This year our calendar offered us the whimsical opportunity to celebrate Easter on April Fool’s Day.  While the latter is not considered a day with spiritual significance, I wonder if that might be a mistaken perception, a perception the calendar fates were attempting to correct by aligning those two days.

Much of the meaning of Easter is grounded in a story which defies rational understanding, thus making it easy to dismiss the story—of a dead man rising from his grave—as little more than foolishness.  This year, as with any year that juxtaposes these two particular days, jokes abounded that used the resurrection story as some sort of skillful prank, an April Fool’s joke to end all jokes.

But spirituality and foolishness have quite a lot in common beyond the readiness of a cynical, materialistic culture to dismiss spiritual pursuits as a foolish waste of time because their rationale and their results are usually impossible to measure or explain with any explanation that would satisfy the questioner.  Spiritual teachers in many traditions have noted that being willing to be foolish, to recognize that the rational mind will object to some of the practices and ideas of spirituality, is essential for growth in wisdom.

Shakespearean drama frequently featured fools as fixtures in the royal court—and as sources of wisdom, the kind of wisdom that is only available to one who stands outside cultural conventions, unattached to anyone or anything.  That position, a position of nonattachment and a refusal to go along with whatever is deemed right or necessary at the time, means one is considered some sort of fool, or crazy, worthy of being ignored and dismissed.  But it is that very position of foolishness, of standing apart, that enables one to see so much that those who are caught within cultural trends cannot see or understand.

In this time when polarization seems so very intense, when our attachments may be fiercer than ever, we could probably use some fools to come along and offer wisdom, shake us up a bit, point us in more creative directions.  The calendar opened the door to such considerations; maybe a fool, maybe even one of us, now needs to walk through that door.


* EXERCISE AIM:
The answer must be an exact copy of the lines from the one containing "Find the location of a particular element." through the last line of the records, with no pictures.

* Collected data entries:
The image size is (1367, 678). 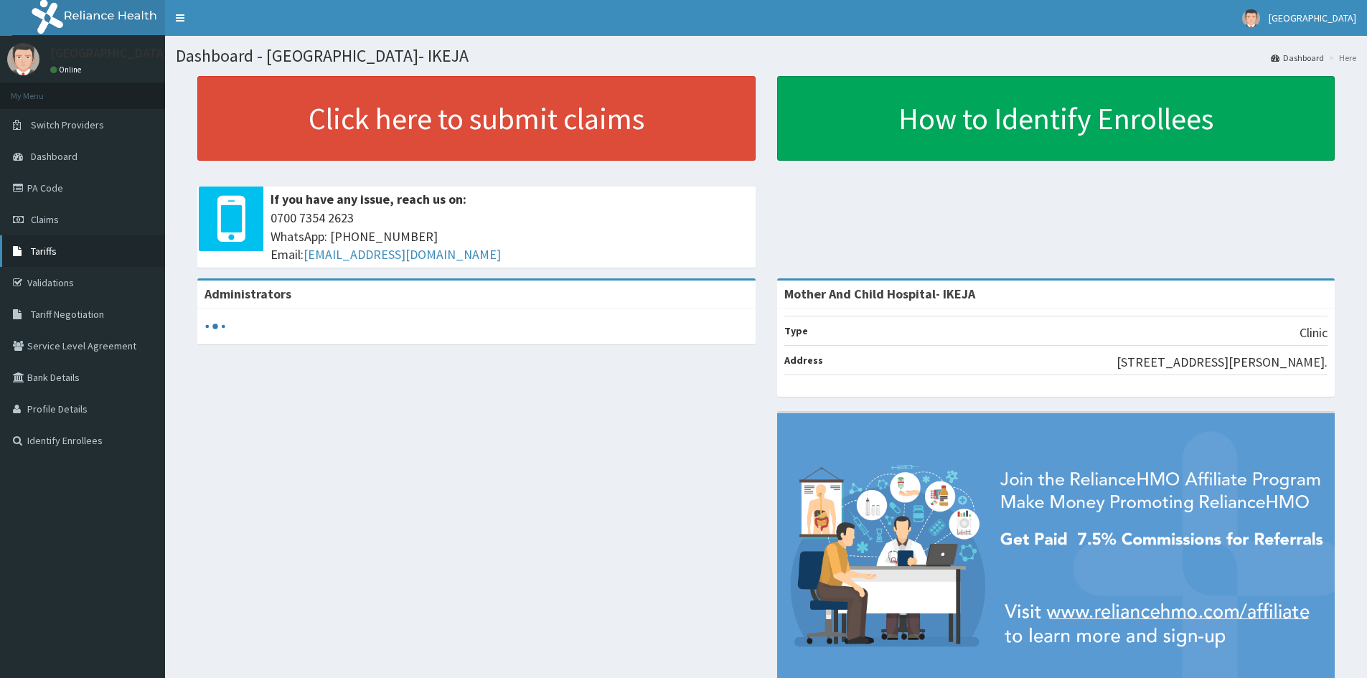 I want to click on b: Type, so click(x=796, y=331).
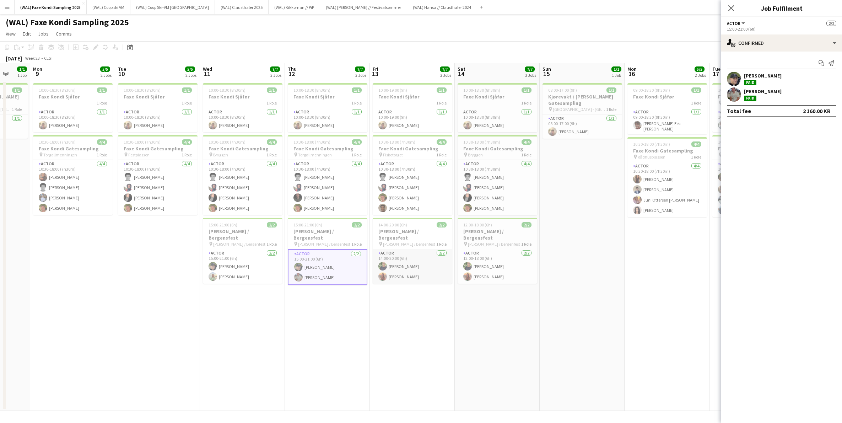 The height and width of the screenshot is (423, 842). Describe the element at coordinates (294, 7) in the screenshot. I see `button: (WAL) Kikkoman // PiP` at that location.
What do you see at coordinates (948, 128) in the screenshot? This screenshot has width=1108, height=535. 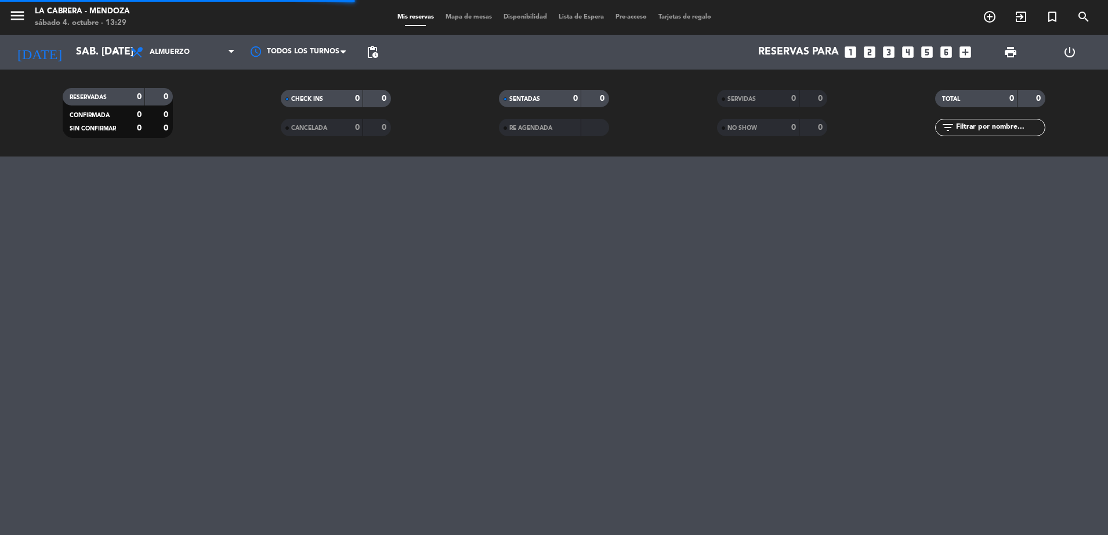 I see `i: filter_list` at bounding box center [948, 128].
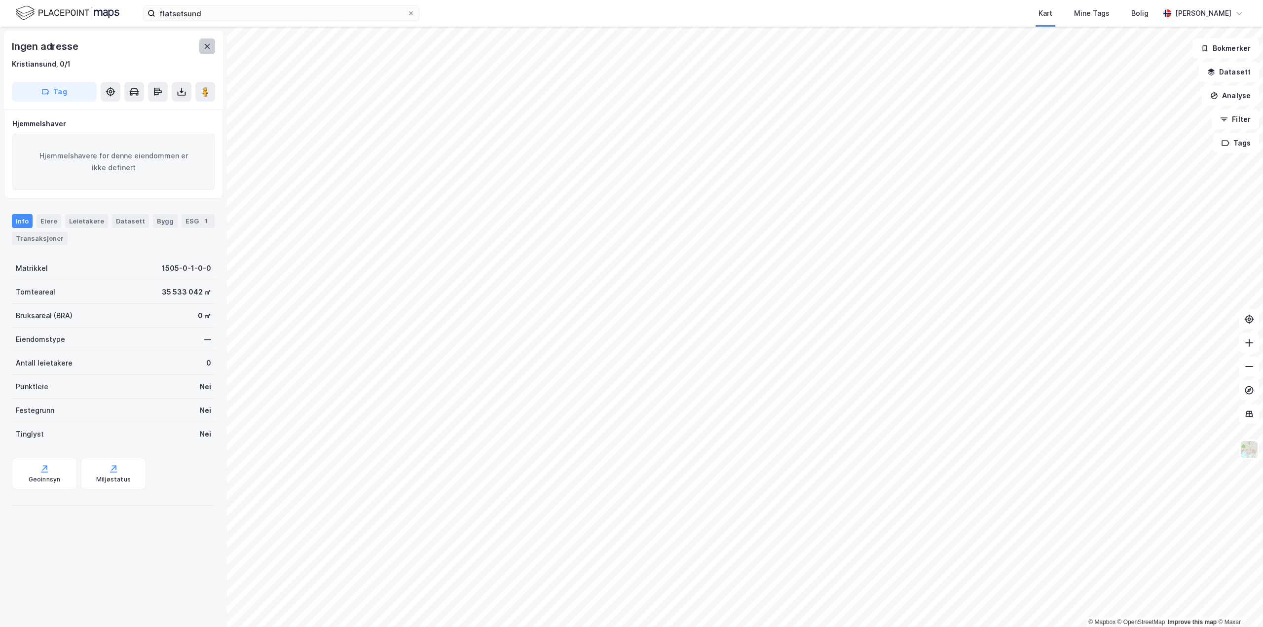  I want to click on div: Kontrollprogram for chat, so click(1238, 603).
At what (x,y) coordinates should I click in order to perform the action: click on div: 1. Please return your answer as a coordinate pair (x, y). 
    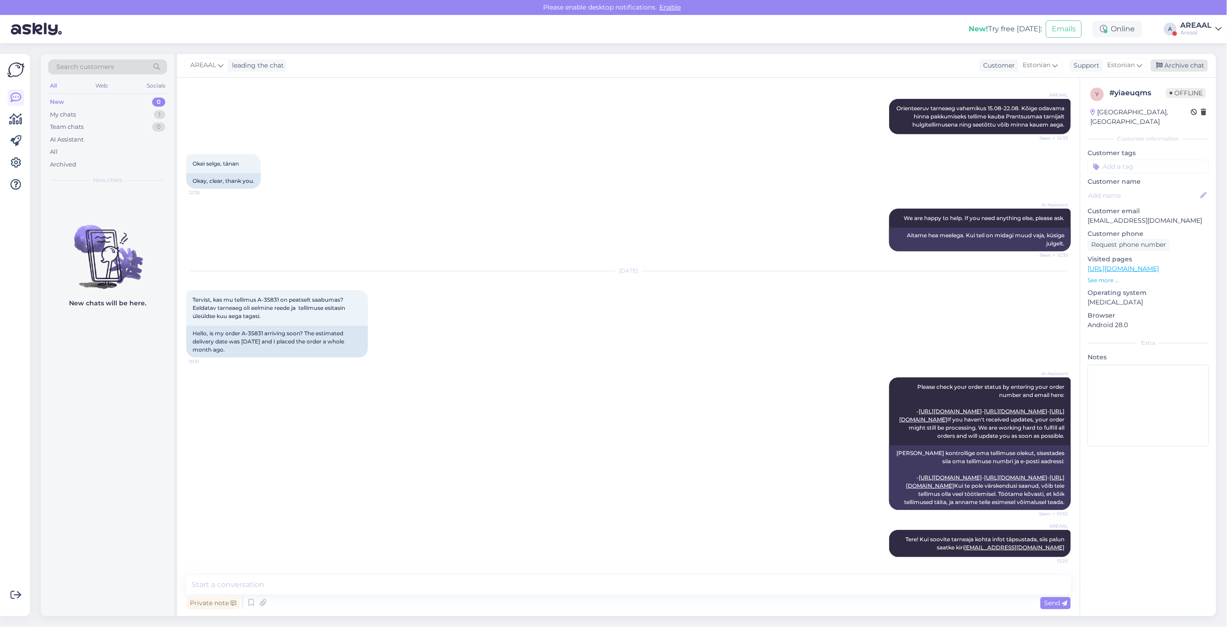
    Looking at the image, I should click on (159, 115).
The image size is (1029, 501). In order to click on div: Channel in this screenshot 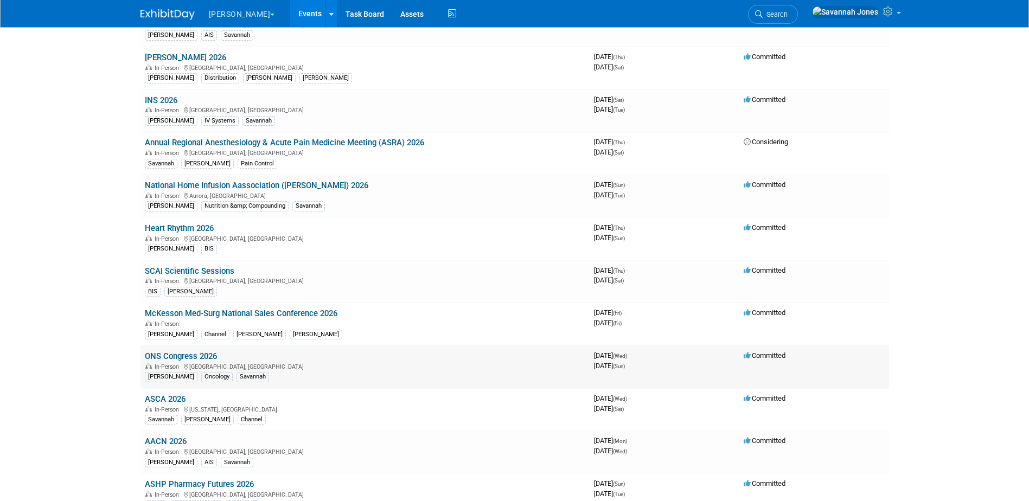, I will do `click(252, 420)`.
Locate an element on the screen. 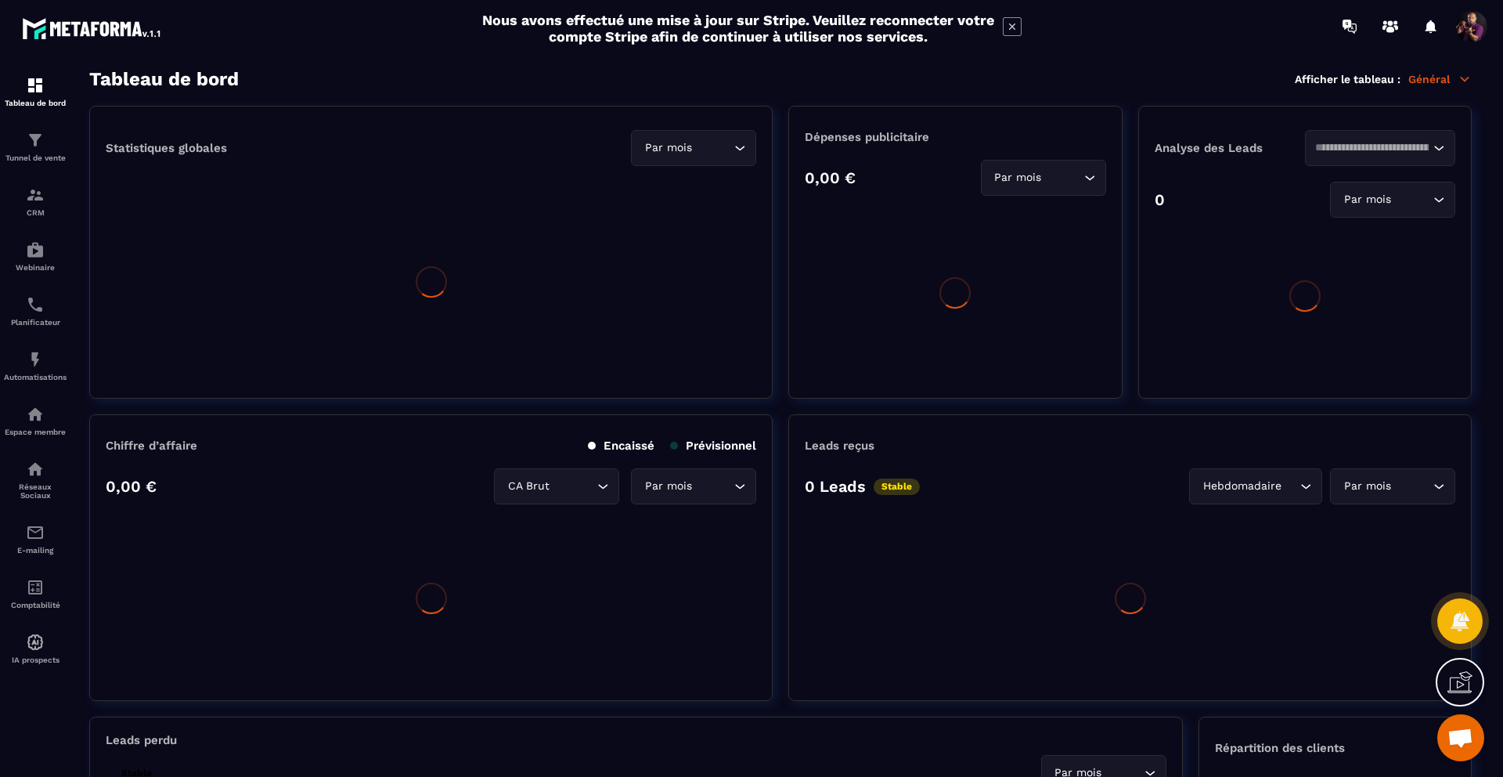 Image resolution: width=1503 pixels, height=777 pixels. span: CA Brut is located at coordinates (529, 486).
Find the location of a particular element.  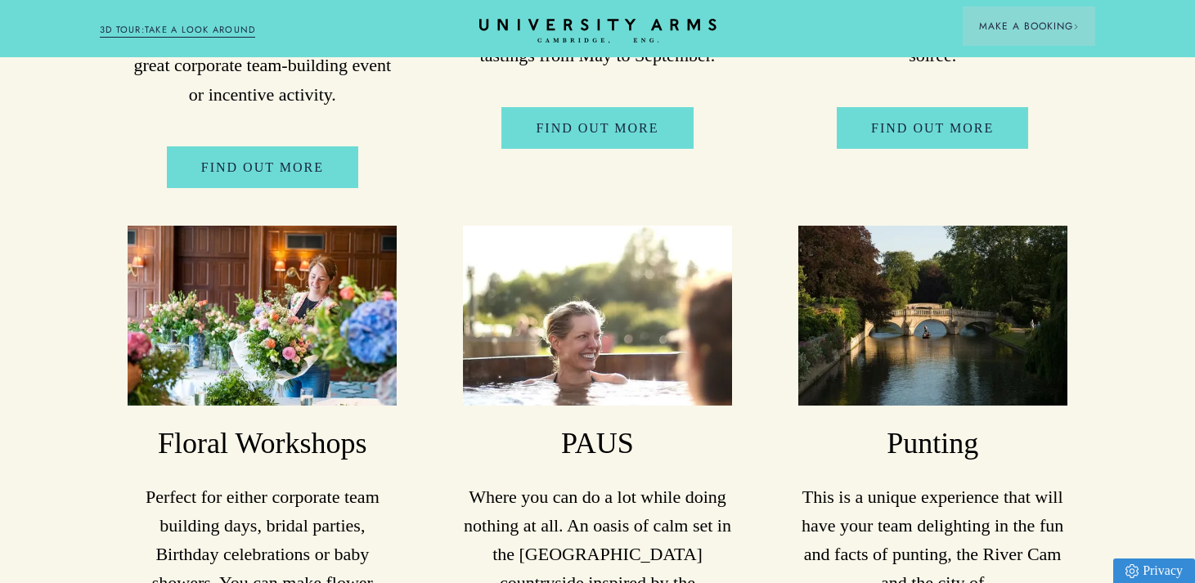

h3: Punting is located at coordinates (932, 444).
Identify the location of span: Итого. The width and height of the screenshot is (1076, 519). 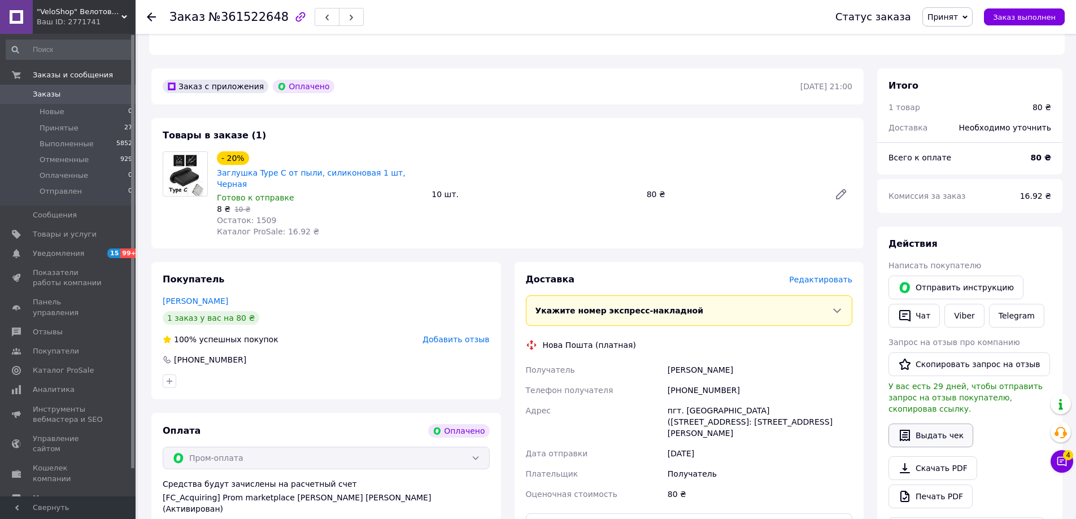
(903, 85).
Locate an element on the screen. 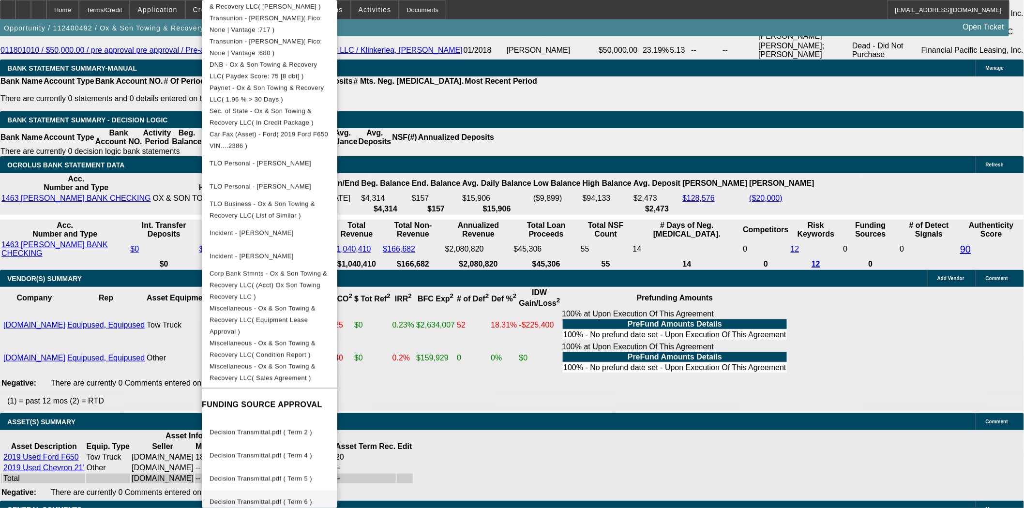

* EXPECTED ANSWER:
Find the location of a particular element.  

h3: Punting is located at coordinates (932, 444).
Identify the location of span: Итого. The width and height of the screenshot is (1076, 519). 
(903, 85).
Locate an element on the screen. 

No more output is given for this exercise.